Irish Protestants have made their mark in Quebec both in religion and in economic life. The earliest settlers in the Shawville area were Irish Protestants from County Tipperary who came to Quebec after the Napoleonic Wars. Many Protestants wanted to leave their homeland and find another life away from the constant religious conflict.
The original logging camps would start a cut by sending out bush rangers – like Cézar Paul for J. R. Booth on the Coulonge – who would determine the cut. Many former loggers give vivid accounts of their experiences in the bush.
The steamer lands us at the little village of Portage du Fort, at the foot of the series of rapids down which, from over the falls of the Calumet, the Ottawa thunders. The road, up hill and down gully, which replaces the portage path of ancient days, even now suggests the difficulties which caused this carrying-place to be called “Portage du Fort.”
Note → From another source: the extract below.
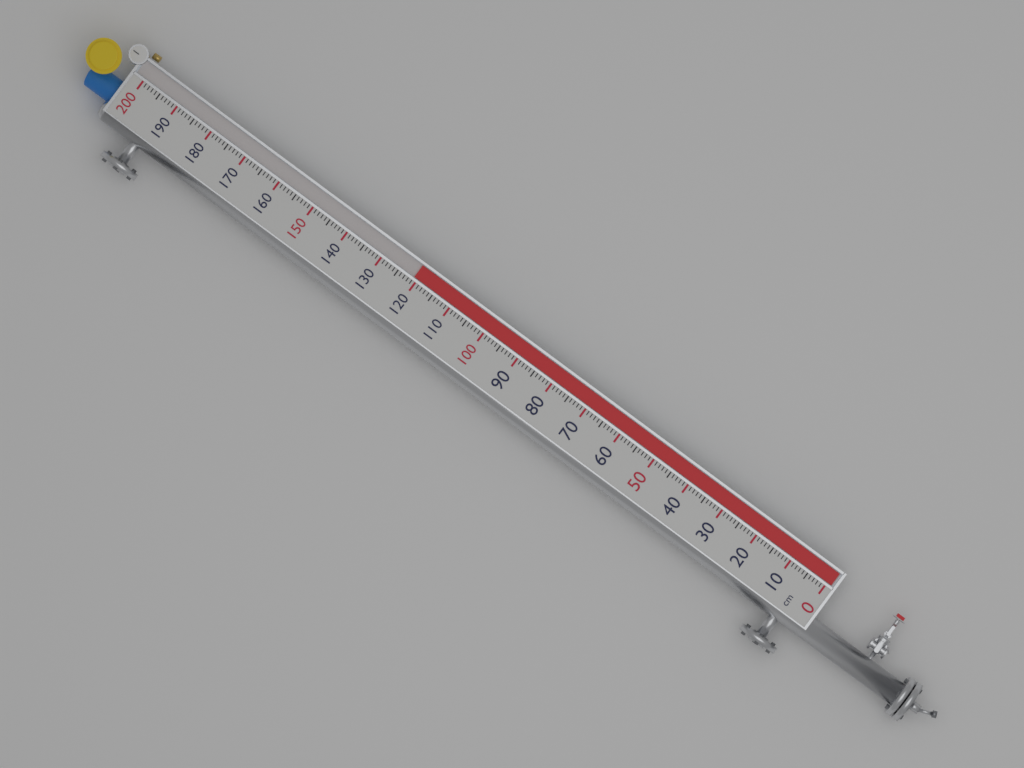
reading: 121 cm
Told by Harry Richardson:“After the logs were cut, I would work on the river drives. I’d be down home perhaps a month from the time the logs were out before the rivers opened up. When the ice went off, we got the word to go, because you had to drive the logs when the water was high and the water ran off quick up there.
The word “bootlegging” apparently came into general use in the American Midwest in the 1880s. It denoted the practice of concealing flasks of illicit liquor in boot tops when going to trade with Indians.
The Equity, Pontiac’s only bilingual weekly, has been “the voice of the Pontiac” since 1883. Smith and Cowan started the paper in Bryson. After a number of moves, its present location is the 1850s Shawville Academy building. Its mandate is to report regional news for the people of Pontiac County.
For over 150 years, a general store was operated by the Thomson family at the corner of Victoria and Galipeau Streets, the main east-west and north-south crossroads in the very centre of the village of Thurso. History passed by its doorstep and the news of its inhabitants could be heard within its doors.